Warner, remembering his overnight decision, plunged the brush deeply into the bottle and withdrew it fully charged and dripping.

He began to dab the throat here and there as before. A gurgling sound came from Joseph Johnson's mouth. Warner recognised the warning. He knew his time was distinctly limited. He felt that, if he did not hurry, much of the enormous cavern would remain unpainted. With a rapid movement, like one stirring porridge to save it from burning, he finished the job and stepped back.

Joseph Johnson seemed to explode. Tears forced their way through his tightly closed eyelids. A roar boomed from the painted throat. The patient's condition quite alarmed the doctor. Surely the fool wasn't going to die?

Looking round for inspiration, Warner saw that the native canoe had returned to ferry him across the river. He didn't actually run away, but quickly corking his bottle of iodine he walked briskly to the river bank, entered the canoe and told the crew to paddle to the other side.

He heaved a sigh of relief when he stepped ashore. He looked back, but could see no sign of Joseph Johnson.

* * * * *

Some weeks later his troubled conscience was set at rest by the following letter:

"Bulawayo, "21/4/19.

"Honoured Sir,

"The enablement was not vouchsafed to me to indicate to Your Excellency the prodigious potentiality of the prophylactic applied with such consummate and conscientious technicality to my unostentatious tenement of clay. For full three weeks the taciturnity prescribed was obediently observed without difficulty or mutinousness of feeling. After which, rising from the slough of my despond, I found my multiloquence had returned fourfold, my linguacious allocution and discursive conversationalism prominently augmented. I then felt that my mission was not to the unenlightened ignoramusses of this neighbourhood but to the encyclopedical omnicients of the south. I have therefore returned to Bulawayo. Now here...."

As there were four closely written pages of this kind of thing, Warner turned to the last of them, which ended:

"Sir, I have the honour to be

"Your Honourable Excellency's most grateful, most humble, most obedient and unforgetful servant,

"JOSEPH JOHNSON."

CORROSIVE SUBLIMATE.

Late one afternoon some natives carried an old man, wrapped in a blanket, into Warner's camp and laid him down on the ground before the tent. Warner came out.

"What is this?" he asked.

"A dead man, killed by a leopard."

"Why do you bring the dead man to me?"

"He said he wanted to come and told us he would curse us if we did not bring him. We did not wish to trouble the Doctor with a dead man, but a 'dead man's curse' is a fearful thing."

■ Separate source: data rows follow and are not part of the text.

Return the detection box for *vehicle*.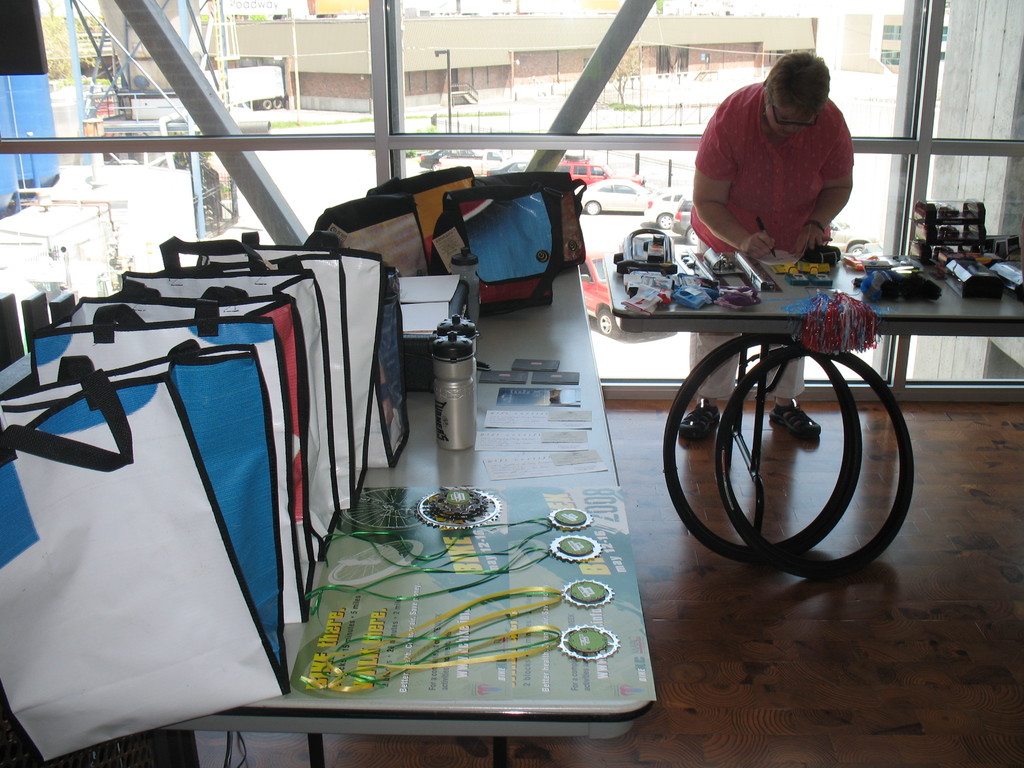
485,154,562,179.
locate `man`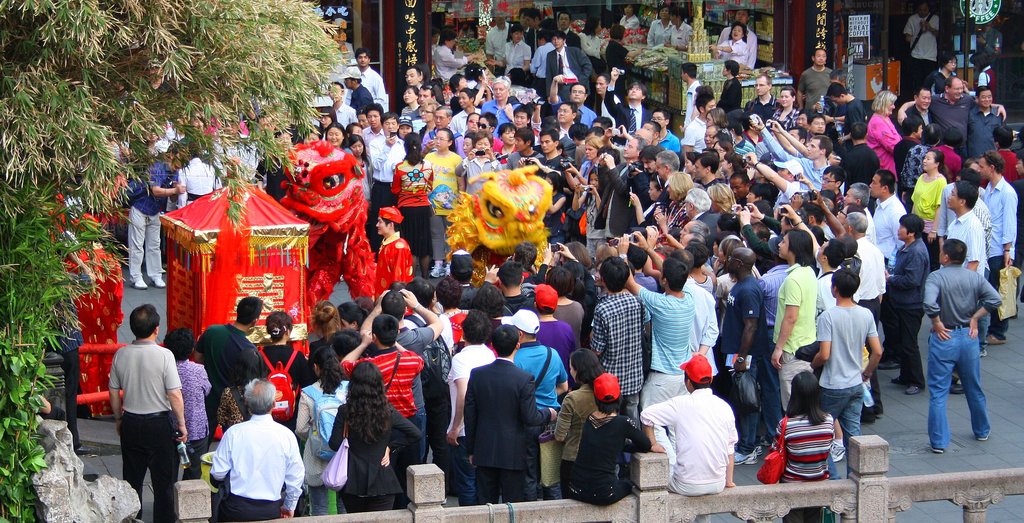
left=902, top=80, right=936, bottom=135
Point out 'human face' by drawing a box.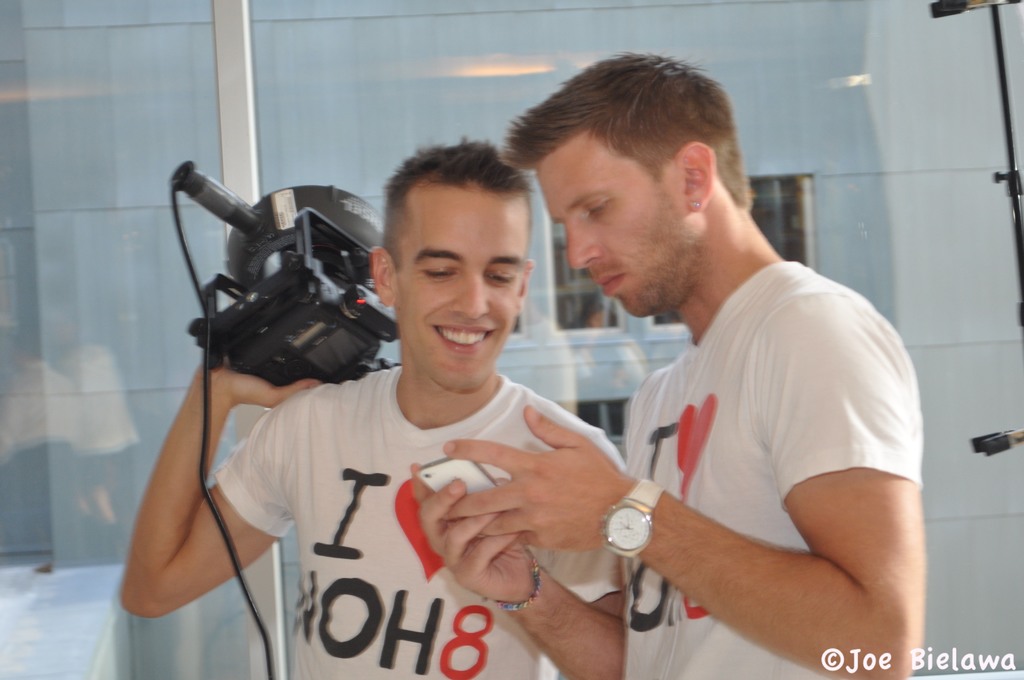
detection(397, 186, 533, 393).
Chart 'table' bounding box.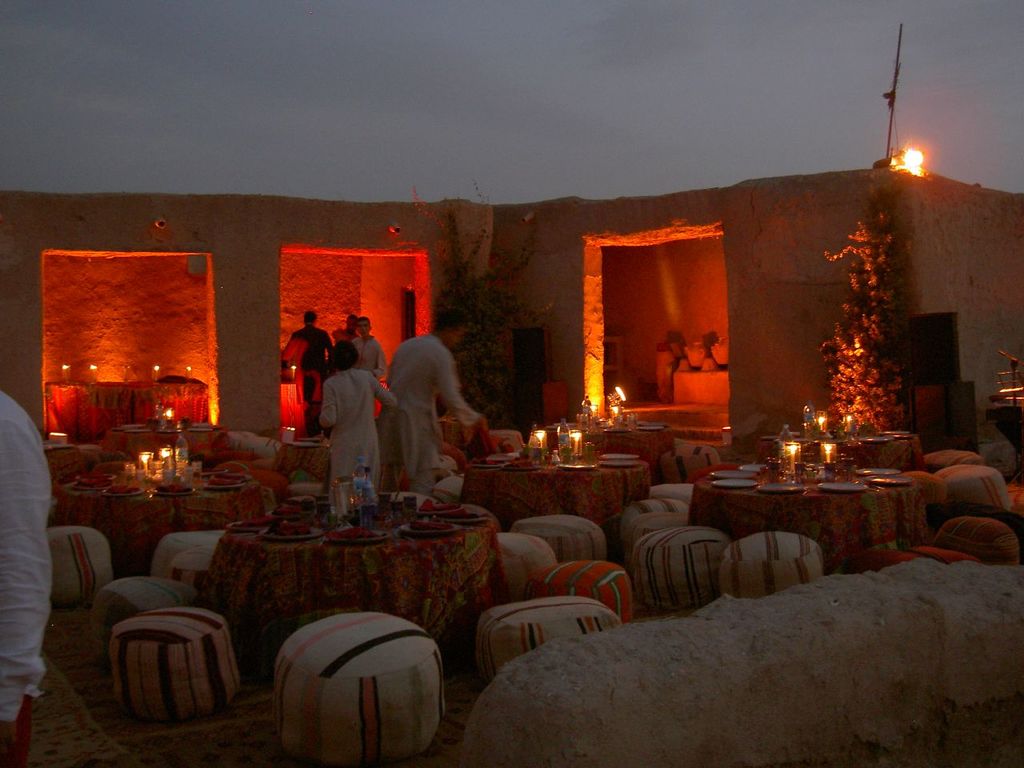
Charted: 458/450/648/546.
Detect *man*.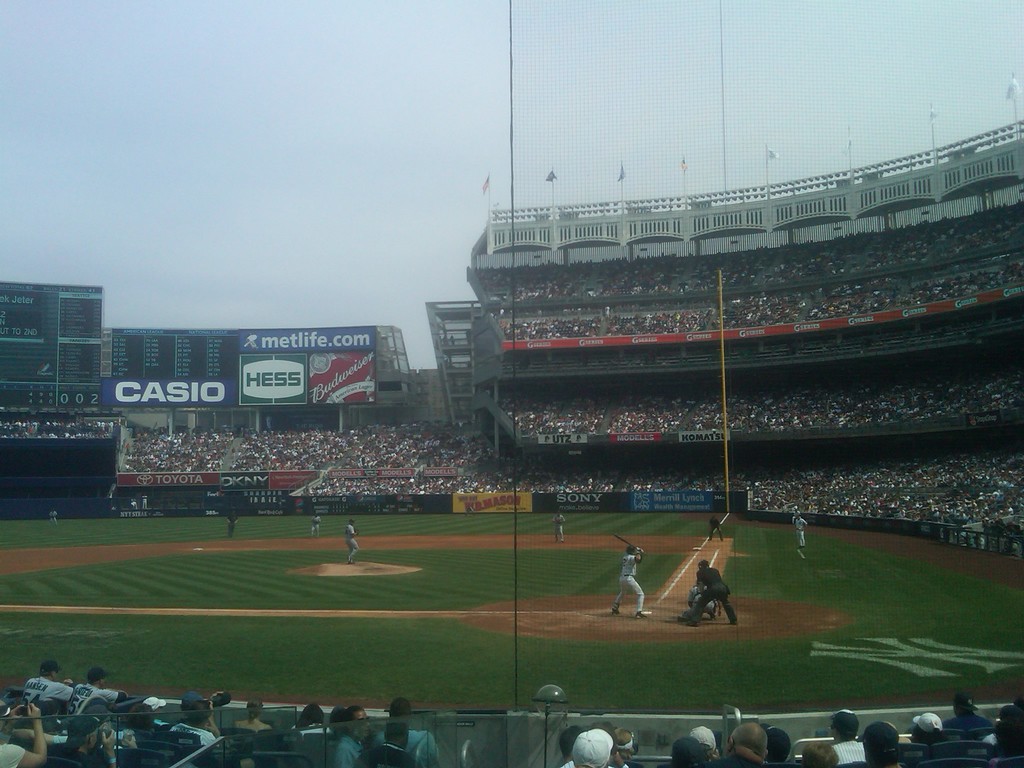
Detected at Rect(684, 559, 738, 627).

Warned stooped and looked under the blanket. The man wasn't dead, he opened his eyes.

Although far from dead, the native had been very badly mauled and had lost a great quantity of blood. Tyro though he was, Warner could see that his condition was serious. Stepping back into the tent, he poured out half a tumbler of neat whisky and, lifting the man's head, made him drain the glass. The effect upon the patient was immediate; he sat up and began to talk rapidly, describing the accident.

"We were hunting, these dogs, those others, and I. We came upon a leopard in the grass. One, who is not here, thrust an assegai through her. She bit him in the arm and he ran away. Another, and neither is he here, struck the leopard with his axe. She jumped on him and bit him in the neck. He ran away crying out that she had killed him.